▶ **Task to carry out**: Go through the entries below, count every line with the string "will", and answer with only that number.

Data to use below:

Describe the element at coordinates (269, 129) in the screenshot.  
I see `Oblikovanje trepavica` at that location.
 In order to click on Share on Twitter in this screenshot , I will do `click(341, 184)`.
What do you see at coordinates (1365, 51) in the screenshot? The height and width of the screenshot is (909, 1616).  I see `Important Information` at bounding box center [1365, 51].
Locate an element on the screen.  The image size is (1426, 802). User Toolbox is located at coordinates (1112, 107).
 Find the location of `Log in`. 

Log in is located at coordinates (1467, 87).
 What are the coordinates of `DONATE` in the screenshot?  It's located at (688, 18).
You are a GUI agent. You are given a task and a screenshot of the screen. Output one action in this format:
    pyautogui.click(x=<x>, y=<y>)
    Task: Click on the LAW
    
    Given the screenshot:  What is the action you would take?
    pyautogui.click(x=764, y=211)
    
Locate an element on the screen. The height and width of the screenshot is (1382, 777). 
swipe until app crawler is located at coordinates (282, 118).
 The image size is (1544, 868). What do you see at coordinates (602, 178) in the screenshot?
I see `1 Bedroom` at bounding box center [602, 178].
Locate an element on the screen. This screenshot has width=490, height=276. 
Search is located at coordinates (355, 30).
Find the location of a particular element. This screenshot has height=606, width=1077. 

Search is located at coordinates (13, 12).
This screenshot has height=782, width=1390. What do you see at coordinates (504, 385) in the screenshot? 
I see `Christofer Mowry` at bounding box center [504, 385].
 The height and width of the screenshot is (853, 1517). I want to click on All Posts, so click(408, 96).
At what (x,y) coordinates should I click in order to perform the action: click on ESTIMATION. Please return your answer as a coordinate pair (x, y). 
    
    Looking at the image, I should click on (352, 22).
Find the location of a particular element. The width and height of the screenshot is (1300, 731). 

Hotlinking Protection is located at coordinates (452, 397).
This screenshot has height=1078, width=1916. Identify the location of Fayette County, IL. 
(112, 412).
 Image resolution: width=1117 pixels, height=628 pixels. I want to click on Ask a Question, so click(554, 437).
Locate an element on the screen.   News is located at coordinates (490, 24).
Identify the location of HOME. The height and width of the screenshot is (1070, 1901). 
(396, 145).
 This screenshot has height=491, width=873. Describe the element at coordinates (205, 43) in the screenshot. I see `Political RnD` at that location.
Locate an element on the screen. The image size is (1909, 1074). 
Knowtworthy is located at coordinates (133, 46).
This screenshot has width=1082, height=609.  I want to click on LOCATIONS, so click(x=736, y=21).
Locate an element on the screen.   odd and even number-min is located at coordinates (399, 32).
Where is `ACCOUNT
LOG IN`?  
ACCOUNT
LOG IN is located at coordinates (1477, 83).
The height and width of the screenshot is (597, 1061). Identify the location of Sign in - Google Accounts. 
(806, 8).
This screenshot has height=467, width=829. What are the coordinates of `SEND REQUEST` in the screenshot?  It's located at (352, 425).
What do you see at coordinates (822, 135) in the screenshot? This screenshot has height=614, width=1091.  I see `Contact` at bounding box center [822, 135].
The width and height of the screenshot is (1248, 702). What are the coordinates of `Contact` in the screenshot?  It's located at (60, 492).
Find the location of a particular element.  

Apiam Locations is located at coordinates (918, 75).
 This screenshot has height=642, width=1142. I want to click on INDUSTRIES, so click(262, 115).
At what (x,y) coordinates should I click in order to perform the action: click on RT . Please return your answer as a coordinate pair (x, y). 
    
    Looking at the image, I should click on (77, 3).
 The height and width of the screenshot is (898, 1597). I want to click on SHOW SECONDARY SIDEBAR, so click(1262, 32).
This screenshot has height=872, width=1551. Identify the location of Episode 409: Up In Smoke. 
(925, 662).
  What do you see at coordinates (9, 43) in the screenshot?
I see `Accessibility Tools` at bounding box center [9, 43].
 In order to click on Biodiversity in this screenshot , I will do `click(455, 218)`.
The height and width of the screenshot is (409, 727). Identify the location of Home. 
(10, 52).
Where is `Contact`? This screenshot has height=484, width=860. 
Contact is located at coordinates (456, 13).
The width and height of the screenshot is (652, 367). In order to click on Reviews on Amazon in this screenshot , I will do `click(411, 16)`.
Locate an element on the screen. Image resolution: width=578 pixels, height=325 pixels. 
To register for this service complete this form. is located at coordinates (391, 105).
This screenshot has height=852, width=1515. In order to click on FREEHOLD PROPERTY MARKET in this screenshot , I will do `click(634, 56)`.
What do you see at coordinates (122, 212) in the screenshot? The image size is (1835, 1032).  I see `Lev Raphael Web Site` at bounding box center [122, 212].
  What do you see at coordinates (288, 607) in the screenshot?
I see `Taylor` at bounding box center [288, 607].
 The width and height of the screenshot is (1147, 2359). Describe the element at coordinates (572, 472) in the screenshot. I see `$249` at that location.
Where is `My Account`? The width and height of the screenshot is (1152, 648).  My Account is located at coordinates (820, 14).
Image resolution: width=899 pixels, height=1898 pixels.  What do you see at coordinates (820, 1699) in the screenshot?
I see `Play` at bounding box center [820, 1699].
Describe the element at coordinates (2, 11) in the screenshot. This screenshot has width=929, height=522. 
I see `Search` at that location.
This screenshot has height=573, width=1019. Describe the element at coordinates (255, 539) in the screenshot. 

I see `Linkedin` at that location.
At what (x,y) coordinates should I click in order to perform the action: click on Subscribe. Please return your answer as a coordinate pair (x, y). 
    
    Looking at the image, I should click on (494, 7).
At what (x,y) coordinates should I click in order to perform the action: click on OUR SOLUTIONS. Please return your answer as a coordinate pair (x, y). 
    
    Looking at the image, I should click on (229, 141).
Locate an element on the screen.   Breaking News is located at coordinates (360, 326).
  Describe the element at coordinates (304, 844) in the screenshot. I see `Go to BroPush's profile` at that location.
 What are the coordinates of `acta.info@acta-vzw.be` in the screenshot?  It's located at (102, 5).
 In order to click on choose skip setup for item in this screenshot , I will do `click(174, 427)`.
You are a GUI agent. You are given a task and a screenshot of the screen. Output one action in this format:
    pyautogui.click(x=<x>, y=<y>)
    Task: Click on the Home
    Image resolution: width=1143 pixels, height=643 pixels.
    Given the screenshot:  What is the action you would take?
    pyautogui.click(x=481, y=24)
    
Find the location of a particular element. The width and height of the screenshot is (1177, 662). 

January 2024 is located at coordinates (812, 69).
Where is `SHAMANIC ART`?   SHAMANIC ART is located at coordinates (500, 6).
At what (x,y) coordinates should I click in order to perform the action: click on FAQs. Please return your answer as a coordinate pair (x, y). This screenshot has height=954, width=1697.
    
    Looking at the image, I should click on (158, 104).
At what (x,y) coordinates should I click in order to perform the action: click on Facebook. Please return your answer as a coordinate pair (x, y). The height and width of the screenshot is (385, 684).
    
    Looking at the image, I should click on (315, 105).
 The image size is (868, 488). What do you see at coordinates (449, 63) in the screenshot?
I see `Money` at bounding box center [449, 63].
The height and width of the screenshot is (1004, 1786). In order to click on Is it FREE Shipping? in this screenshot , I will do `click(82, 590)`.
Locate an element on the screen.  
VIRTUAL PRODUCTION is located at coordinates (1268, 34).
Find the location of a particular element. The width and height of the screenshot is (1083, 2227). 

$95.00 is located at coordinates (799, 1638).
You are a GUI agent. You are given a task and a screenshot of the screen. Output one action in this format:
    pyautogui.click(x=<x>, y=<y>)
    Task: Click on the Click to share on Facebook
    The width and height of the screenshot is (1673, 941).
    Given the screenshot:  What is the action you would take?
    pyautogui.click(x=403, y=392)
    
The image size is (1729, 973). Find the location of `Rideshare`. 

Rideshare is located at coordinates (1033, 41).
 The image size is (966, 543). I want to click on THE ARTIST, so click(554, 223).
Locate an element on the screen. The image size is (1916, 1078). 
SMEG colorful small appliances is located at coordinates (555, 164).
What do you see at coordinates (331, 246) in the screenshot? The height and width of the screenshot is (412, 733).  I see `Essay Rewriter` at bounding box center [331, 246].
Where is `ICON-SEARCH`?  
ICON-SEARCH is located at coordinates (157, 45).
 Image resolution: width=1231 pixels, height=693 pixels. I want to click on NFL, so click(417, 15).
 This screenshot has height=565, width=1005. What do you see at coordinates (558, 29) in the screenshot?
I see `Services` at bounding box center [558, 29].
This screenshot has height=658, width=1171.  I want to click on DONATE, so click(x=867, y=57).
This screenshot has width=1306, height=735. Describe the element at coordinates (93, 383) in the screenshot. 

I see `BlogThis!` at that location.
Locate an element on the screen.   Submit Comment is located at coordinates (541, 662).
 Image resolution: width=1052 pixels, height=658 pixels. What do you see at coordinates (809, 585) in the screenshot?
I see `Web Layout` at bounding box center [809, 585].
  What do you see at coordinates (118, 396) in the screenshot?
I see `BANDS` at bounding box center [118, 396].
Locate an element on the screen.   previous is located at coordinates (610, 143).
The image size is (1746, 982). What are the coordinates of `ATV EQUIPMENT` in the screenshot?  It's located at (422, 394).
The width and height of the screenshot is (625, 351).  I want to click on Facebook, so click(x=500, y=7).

End of Data to use.

▶ **Answer for the task**: 6